Opinions varied about whether the move could make it more difficult to garner support later for U.S.-favored measures.

“CTR is not dead,” said Pikayev, but “if MNEPR is ratified, a precedent would be established that liability would have to be shared … and it would be in conflict with the relevant provision of the CTR agreement.”

The U.S. State Department Nonproliferation Bureau’s Jeff Miller, who will represent the United States at MNEPR talks next week in Moscow, took a different view.

“We welcome ratification of the MNEPR,” Miller told Global Security Newswire yesterday, “because it would allow our European friends to begin to implement ratification of the agreement in earnest.”

“We don’t consider it [MNEPR] to be a precedent for future agreements between Russia and the United States,” he added, acknowledging it is “certainly possible” Russia could view it as such.

Carnegie Endowment Senior Associate Rose Gottemoeller concurred that Duma ratification of MNEPR will not necessarily bode ill for other measures. “It’s not an either-or, and that’s well-recognized within both the Russian government and in some parts of the Duma as well,” Gottemoeller said in an interview last week.
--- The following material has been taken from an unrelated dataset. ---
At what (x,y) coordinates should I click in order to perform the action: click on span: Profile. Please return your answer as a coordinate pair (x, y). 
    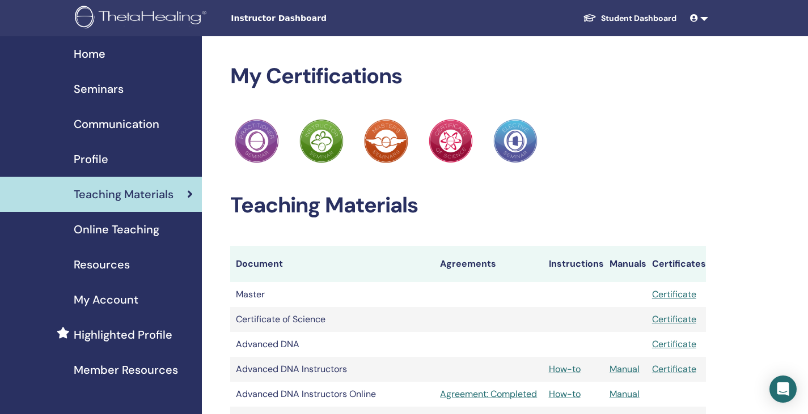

Dispute Could Imperil Financing But May Not Impede U.S. Ratification

The liability dispute appears to be hampering MNEPR financing mechanisms.

The United States ― “primarily because of our liability concerns,” said Miller ― has not contributed to a narrowly targeted European Bank for Reconstruction and Development fund that has received more than $10 million each from European MNEPR parties. It is unclear whether the liability dispute will also affect progress toward a more broadly applicable MNEPR fund envisioned under the framework agreement, he added.

“One of the reasons we’ve bifurcated the issue of liability is because we want our European allies to be able to move forward where we could not,” Miller said.

At the same time, a relatively early U.S. ratification of MNEPR appears possible, despite the need for Washington to work out liability arrangements with Moscow in the context of the agreement.

U.S. officials have said they consider CTR umbrella agreement liability language to apply to threat reduction activities in Russia that do not have specific liability provisions attached, and Miller said the United States could deposit its ratification even in the absence of U.S.-Russian agreement on liability under MNEPR.

He added that, in a departure from the norm, the U.S. Senate does not have to approve MNEPR ratification.

“It was determined a while ago that we don’t need to seek Senate advice and consent on the MNEPR. We only need to report to the Senate that we have signed the MNEPR” before depositing an instrument of ratification at the OECD, Miller said.

Referring to the bureaucratic procedures required in such cases, Miller added, “We shouldn’t have difficulty getting the authority to deposit the instrument. It’s just that we haven’t done that yet. I can’t really give you a reason that we haven’t done it. … In terms of our relationships with our European allies, at least, on this issue, the most important thing was signing the agreement in May in Stockholm.”